The city’s Department of Public Health and Mayor Brandon Johnson should look at the company’s troubling history and the risks it poses to Pilsen neighbors, who are already overburdened by pollution, neighbors said.

“The mayor [and] the people at City Hall, these people think that our neighborhood is a dump. It’s not,” said organizer Gregory Galluzzo.

According to city law, the city’s Department of Public Health needs to evaluate the company’s history and may deny or refuse a permit if the evaluation shows it violated any federal, state or local laws, regulations or ordinances within the past three years.

Former Mayor Lori Lightfoot previously denied a permit to metal scrapper Southside Recycling — formally known as General Iron — citing the company’s history of pollution problems.

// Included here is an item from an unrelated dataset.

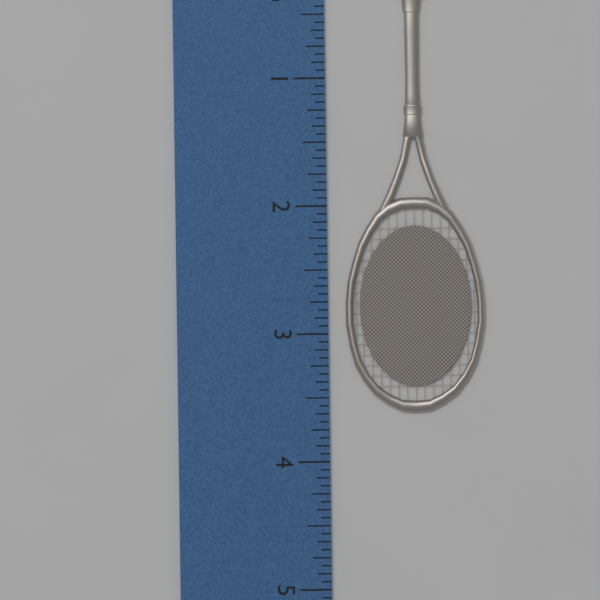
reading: 3.6250 inch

In an online statement earlier this month, George Malamis, Sims Metal Management director of operations, said the permit renewal “will not change our focus on earnest partnerships with our neighbors and our cooperation with all federal, state, and local agencies to meet and exceed operational expectations.”

If monitoring data collected over the last year represent typical levels, emissions from Sims would not cause short- or long-term health effects for the community near the facility, Johnson Adams said, citing the EPA. The federal agency and the city will continue to require air monitoring.

For years, neighbors and activists have called on the city to shut down metal shredding and other heavily polluting facilities in Southwest Side neighborhoods. In a study released last year, the city found some of these neighborhoods are the ones hit hardest by pollution.